O26 Weekly Awards: Pepperdine, Keifer Sykes, James Whitford & Miami (OH)…
Posted by Tommy Lemoine on January 13th, 2015Throughout the season, the Other 26 microsite will run down our weekly superlatives, including team, player, coach and whatever else strikes our fancy in that week’s edition.
O26 Team of the Week
Pepperdine. Entering last week, you know how many WCC teams had beaten BYU in the Marriott Center since it joined the conference in 2012? Four, and Pepperdine wasn’t one of them. In fact, the Waves had lost their previous three contests there by an average of 25 points per game. So when Marty Wilson’s team went to Provo and beat the Cougars in wire-to-wire fashion on Thursday night, yeah, it was kind of a big deal. The six-point win turned heads and garnered Pepperdine some positive national attention for the first time in a long while (the game was on ESPNU). And as for the Waves’ encore victory at San Diego on Saturday? That win may have propelled Wilson’s club into the upper echelon of the conference.
Defense has been Pepperdine’s M.O. this season and it put that stinginess on full display against BYU. The Waves, which entered the contest tops in the country at taking away the three-point line, held the oft-scorching Cougars (15-of-28 threes in their previous game) to just 23 percent (6-of-26) from behind the arc. BYU’s high-scoring, hyper-efficient attack had trouble finding consistent offense all night long, ultimately winding up tied for its lowest point total of the season (61 points). “We talked about our discipline and our toughness and we showed that from the tip,” Wilson said afterwards. Yet, his best coaching move of the night had nothing to do with an instilled mindset or strong defensive principles. Instead, it was probably his decision to bring top scorer and rebounder Stacy Davis (15.7 PPG, 7.7 RPG) off the bench for the first time. The 6’6’’ junior responded with a 23-point, eight-rebound performance that included a couple big free throws to ice the game. “They got us a little bit out of rhythm and they got us to take tougher shots out of our sets,” BYU guard Anson Winder said after the game, summing it up perfectly. “They scored on the other end and it’s hard to beat a team when you can’t stop them from scoring.”
But Pepperdine wasn’t done. Despite having not won back-to-back WCC road games since 2007, the Waves promptly travelled to San Diego two days later, put forth another excellent defensive effort and beat the Toreros by 12. No San Diego player – not even Johnny Dee, the conference’s fourth-leading scorer – ended up with double figures, as Bill Grier’s crew mustered only 0.75 points per possession. In a matter of three days, the team that had been picked seventh in the preseason outdid the second and fifth-place picks in their own gymnasiums. Now at 4-1 in WCC play and cracking the top-100 in KenPom, Pepperdine appears to have staying power among the top half of the WCC.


_Instructions to follow_
Restate the records exactly. Include all of them.

··········

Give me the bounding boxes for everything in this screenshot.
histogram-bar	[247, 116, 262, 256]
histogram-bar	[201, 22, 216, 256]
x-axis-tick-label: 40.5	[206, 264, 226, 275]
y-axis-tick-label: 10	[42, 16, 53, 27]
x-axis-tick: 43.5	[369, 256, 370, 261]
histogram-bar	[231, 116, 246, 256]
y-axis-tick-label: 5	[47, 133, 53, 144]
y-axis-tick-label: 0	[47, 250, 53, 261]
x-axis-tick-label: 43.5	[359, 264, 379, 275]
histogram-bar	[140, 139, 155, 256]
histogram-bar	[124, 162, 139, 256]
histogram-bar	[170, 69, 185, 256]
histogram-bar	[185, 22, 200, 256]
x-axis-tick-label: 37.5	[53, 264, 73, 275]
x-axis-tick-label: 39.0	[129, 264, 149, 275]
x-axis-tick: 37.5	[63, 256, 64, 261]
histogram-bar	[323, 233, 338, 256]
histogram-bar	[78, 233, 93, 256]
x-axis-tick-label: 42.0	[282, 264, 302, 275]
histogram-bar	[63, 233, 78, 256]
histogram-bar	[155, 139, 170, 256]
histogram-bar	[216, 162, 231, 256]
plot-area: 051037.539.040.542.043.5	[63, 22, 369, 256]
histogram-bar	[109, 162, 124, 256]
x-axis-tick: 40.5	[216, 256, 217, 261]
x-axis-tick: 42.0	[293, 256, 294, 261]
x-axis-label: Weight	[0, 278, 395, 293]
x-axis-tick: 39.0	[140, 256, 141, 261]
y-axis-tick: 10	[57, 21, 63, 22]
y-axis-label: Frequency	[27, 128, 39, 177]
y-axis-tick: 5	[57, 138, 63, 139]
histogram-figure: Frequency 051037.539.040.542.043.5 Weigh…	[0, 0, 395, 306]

··········

_Worked solution_
Give me the bounding boxes for everything in this screenshot.
histogram-bar	[247, 116, 262, 256]
histogram-bar	[201, 22, 216, 256]
x-axis-tick-label: 40.5	[206, 264, 226, 275]
y-axis-tick-label: 10	[42, 16, 53, 27]
x-axis-tick: 43.5	[369, 256, 370, 261]
histogram-bar	[231, 116, 246, 256]
y-axis-tick-label: 5	[47, 133, 53, 144]
y-axis-tick-label: 0	[47, 250, 53, 261]
x-axis-tick-label: 43.5	[359, 264, 379, 275]
histogram-bar	[140, 139, 155, 256]
histogram-bar	[124, 162, 139, 256]
histogram-bar	[170, 69, 185, 256]
histogram-bar	[185, 22, 200, 256]
x-axis-tick-label: 37.5	[53, 264, 73, 275]
x-axis-tick-label: 39.0	[129, 264, 149, 275]
x-axis-tick: 37.5	[63, 256, 64, 261]
histogram-bar	[323, 233, 338, 256]
histogram-bar	[78, 233, 93, 256]
x-axis-tick-label: 42.0	[282, 264, 302, 275]
histogram-bar	[63, 233, 78, 256]
histogram-bar	[155, 139, 170, 256]
histogram-bar	[216, 162, 231, 256]
plot-area: 051037.539.040.542.043.5	[63, 22, 369, 256]
histogram-bar	[109, 162, 124, 256]
x-axis-tick: 40.5	[216, 256, 217, 261]
x-axis-tick: 42.0	[293, 256, 294, 261]
x-axis-label: Weight	[0, 278, 395, 293]
x-axis-tick: 39.0	[140, 256, 141, 261]
y-axis-tick: 10	[57, 21, 63, 22]
y-axis-label: Frequency	[27, 128, 39, 177]
y-axis-tick: 5	[57, 138, 63, 139]
histogram-figure: Frequency 051037.539.040.542.043.5 Weigh…	[0, 0, 395, 306]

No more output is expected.